The man works outside the home, often on an eight-hour schedule with overtime work now and then. He is paid for his work, he gets so tired with his work, when he comes home, he expects his wife to take care of all his needs because he is the principal breadwinner, he will say.

A woman's housework is never just an eight-hour work. She is on call, 24 hours a day, seven days a week for the whole year. Her round-the-clock activities are not considered "work." Her husband will say she has no work, she is merely a housewife. Her whole day work, her overtime work, is not paid. Why, because she just stays home.

There are men who pay for commercial sex but husbands never pay their wives for sex. Some just leave and find other women when their wives refuse to have sex with them. Or some use violence, forcing their wives to have sex, some even at knife point.

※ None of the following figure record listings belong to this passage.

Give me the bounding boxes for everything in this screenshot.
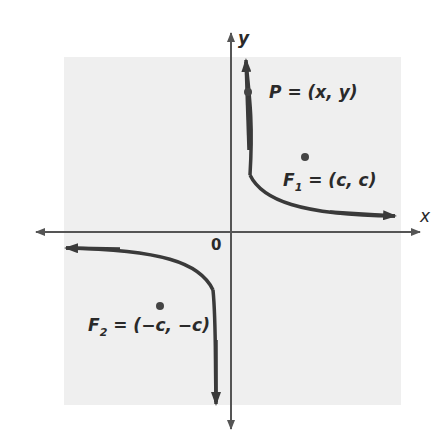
hyperbola-diagram: y x 0 P = (x, y) F1 = (c, c) F2 = (−c, −… <box>0 0 448 436</box>
focus-F1 <box>301 153 309 161</box>
focus-F2 <box>156 302 164 310</box>
point-P-label: P = (x, y) <box>269 82 358 102</box>
point-P <box>244 88 252 96</box>
x-axis-label: x <box>419 206 431 226</box>
y-axis-label: y <box>238 28 250 48</box>
origin-label: 0 <box>211 236 221 254</box>
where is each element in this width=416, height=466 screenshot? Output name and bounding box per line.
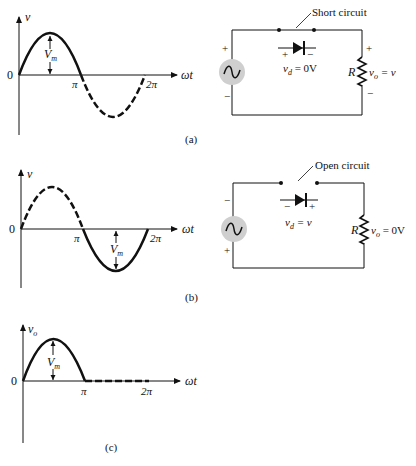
svg-text:−: − <box>307 48 313 60</box>
vo-label: vo = v <box>369 66 396 81</box>
svg-text:Vm: Vm <box>110 242 123 258</box>
resistor-label: R <box>347 65 356 79</box>
vm-label: Vm <box>44 47 57 63</box>
vd-label: vd = 0V <box>283 62 317 77</box>
svg-text:+: + <box>366 42 372 54</box>
svg-text:v: v <box>27 167 33 181</box>
negative-half-cycle-dashed <box>81 75 145 117</box>
svg-text:ωt: ωt <box>185 374 197 388</box>
panel-label-a: (a) <box>185 133 198 146</box>
svg-text:π: π <box>81 385 87 397</box>
svg-text:Vm: Vm <box>47 355 60 371</box>
svg-text:π: π <box>74 232 80 244</box>
tick-pi: π <box>72 78 78 90</box>
x-axis-label: ωt <box>181 68 193 82</box>
ac-source-icon <box>219 59 245 85</box>
svg-text:2π: 2π <box>141 385 153 397</box>
panel-label-c: (c) <box>105 441 118 454</box>
circuit-a: Short circuit + − vd = 0V + − + − R vo =… <box>219 6 396 115</box>
svg-text:+: + <box>309 200 315 212</box>
half-wave-rectifier-figure: v ωt 0 π 2π Vm (a) Short circuit + − vd … <box>0 0 416 466</box>
svg-text:−: − <box>224 194 230 206</box>
svg-text:−: − <box>367 87 373 99</box>
open-circuit-annotation: Open circuit <box>315 159 370 171</box>
panel-label-b: (b) <box>185 291 198 304</box>
origin-label: 0 <box>7 68 13 82</box>
svg-text:R: R <box>350 223 359 237</box>
circuit-b: Open circuit − + vd = v − + R vo = 0V <box>221 159 405 268</box>
tick-2pi: 2π <box>146 78 158 90</box>
positive-half-cycle-dashed <box>21 187 83 229</box>
svg-text:−: − <box>224 90 230 102</box>
graph-a: v ωt 0 π 2π Vm <box>7 10 193 135</box>
svg-text:0: 0 <box>11 374 17 388</box>
svg-text:ωt: ωt <box>182 222 194 236</box>
y-axis-label: v <box>25 10 31 24</box>
svg-text:vd = v: vd = v <box>285 216 312 231</box>
svg-text:2π: 2π <box>150 232 162 244</box>
svg-text:vo: vo <box>28 322 37 338</box>
svg-text:−: − <box>284 200 290 212</box>
svg-text:vo = 0V: vo = 0V <box>371 224 405 239</box>
svg-text:+: + <box>224 244 230 256</box>
graph-b: v ωt 0 π 2π Vm <box>9 167 194 288</box>
graph-c: vo ωt 0 π 2π Vm <box>11 322 197 443</box>
svg-text:+: + <box>222 42 228 54</box>
short-circuit-annotation: Short circuit <box>312 6 367 18</box>
svg-text:+: + <box>282 48 288 60</box>
svg-text:0: 0 <box>9 222 15 236</box>
ac-source-icon <box>221 216 247 242</box>
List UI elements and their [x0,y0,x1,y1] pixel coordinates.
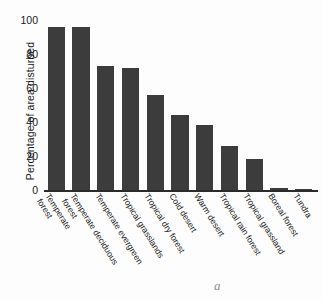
x-tick-label: Temperate deciduousforest [60,192,120,272]
bar [147,95,164,190]
x-axis-tick-labels: TemperateforestTemperate deciduousforest… [44,192,323,299]
bar [171,115,188,190]
bar [246,159,263,190]
plot-area [44,20,316,190]
bar [72,27,89,190]
bar [48,27,65,190]
bar [196,125,213,190]
bar [97,66,114,190]
y-tick-label: 60 [14,83,38,94]
y-tick-label: 20 [14,151,38,162]
y-tick-label: 0 [14,185,38,196]
x-tick-label-line1: Tundra [291,191,314,219]
y-tick-label: 100 [14,15,38,26]
x-tick-label: Tundra [291,192,313,220]
bar [221,146,238,190]
bar [122,68,139,190]
y-tick-label: 40 [14,117,38,128]
y-tick-label: 80 [14,49,38,60]
figure-caption-mark: a [214,278,221,294]
y-axis-ticks: 100806040200 [6,0,38,299]
bar-chart-figure: Percentage of area disturbed 10080604020… [0,0,323,299]
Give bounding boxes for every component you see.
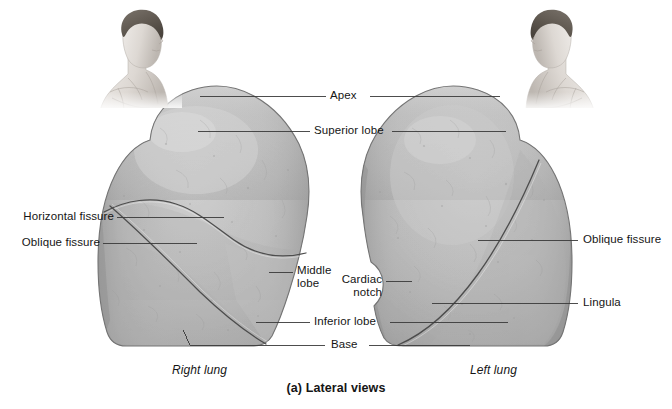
lung-lateral-views-figure: Apex Superior lobe Horizontal fissure Ob… xyxy=(0,0,672,409)
label-apex: Apex xyxy=(330,89,357,102)
figure-caption: (a) Lateral views xyxy=(0,382,672,395)
label-lingula: Lingula xyxy=(583,296,621,309)
label-cardiac-notch: Cardiac notch xyxy=(330,273,382,299)
label-superior-lobe: Superior lobe xyxy=(314,124,384,137)
label-oblique-fissure-left: Oblique fissure xyxy=(583,233,661,246)
label-oblique-fissure-right: Oblique fissure xyxy=(10,236,100,249)
label-horizontal-fissure: Horizontal fissure xyxy=(10,210,114,223)
orientation-figure-right xyxy=(512,10,616,112)
label-base: Base xyxy=(331,338,358,351)
label-left-lung: Left lung xyxy=(470,364,517,377)
label-inferior-lobe: Inferior lobe xyxy=(314,315,376,328)
label-right-lung: Right lung xyxy=(172,364,227,377)
left-lung-illustration xyxy=(350,80,590,355)
right-lung-illustration xyxy=(88,80,320,355)
orientation-figure-left xyxy=(78,10,182,112)
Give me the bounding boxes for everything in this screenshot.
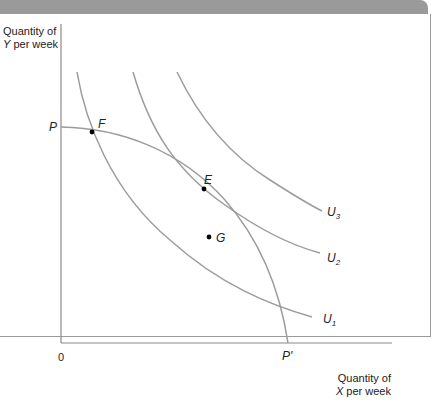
point-f-marker [90, 130, 95, 135]
indifference-curve-u3 [177, 72, 322, 211]
point-f-label: F [98, 117, 105, 131]
u2-label: U2 [327, 251, 340, 267]
x-axis-label: Quantity of X per week [340, 372, 391, 398]
u1-label: U1 [323, 312, 336, 328]
diagram-canvas [0, 0, 440, 409]
point-g-label: G [216, 231, 225, 245]
u1-base: U [323, 312, 332, 326]
ppf-curve [61, 127, 288, 343]
x-axis-label-line2: X per week [320, 385, 391, 398]
indifference-curve-u2 [133, 72, 320, 253]
point-g-marker [207, 235, 212, 240]
x-axis-label-line1: Quantity of [320, 372, 391, 385]
u3-sub: 3 [336, 212, 340, 221]
x-rest: per week [343, 385, 391, 397]
ppf-start-label: P [49, 120, 57, 134]
u3-label: U3 [327, 205, 340, 221]
point-e-label: E [204, 173, 212, 187]
u1-sub: 1 [332, 319, 336, 328]
origin-label: 0 [58, 351, 64, 364]
y-axis-label-line1: Quantity of [3, 25, 58, 38]
y-rest: per week [10, 38, 58, 50]
ppf-end-label: P' [282, 349, 292, 363]
u2-sub: 2 [336, 258, 340, 267]
point-e-marker [202, 187, 207, 192]
y-axis-label-line2: Y per week [3, 38, 58, 51]
u2-base: U [327, 251, 336, 265]
indifference-curve-u1 [77, 72, 312, 317]
u3-base: U [327, 205, 336, 219]
y-axis-label: Quantity of Y per week [3, 25, 58, 51]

Man's work is considered productive work. Woman's work is merely reproductive work. This world rewards and prioritizes productive work that fuels the economy that creates wealth for a few and poverty for the many. The present economy ignores the importance of reproductive work for the sustenance of homes, communities, and societies. Only productive work that generates income, profits, and sustain the economies is considered important enough to be paid, to be rewarded.

The term economy, oikonomia, also spelled oikonomeia, economia literally means "household management," the prefix oikos derived from the ancient Greek word equivalent of a household, house, or family.

The present continuing economy prioritizes the world outside the home, unlike in the past where the home and family were considered the basic unit of society. When work is done to maintain that home, to maintain and sustain the basic unit of society, why is this type of work not adequately acknowledged and compensated?

Why can't women who stay at home and do work for everyone else at home not properly rewarded? Why the condescending view that women just stay at home and do nothing?

Doing work for children and for men and for the elderly is not work? Why then do we pay for nannies and househelpers, why pay for caregivers to take care of the elderly and in contrast, not pay most housewives who are doing those unpaid work daily, valiantly?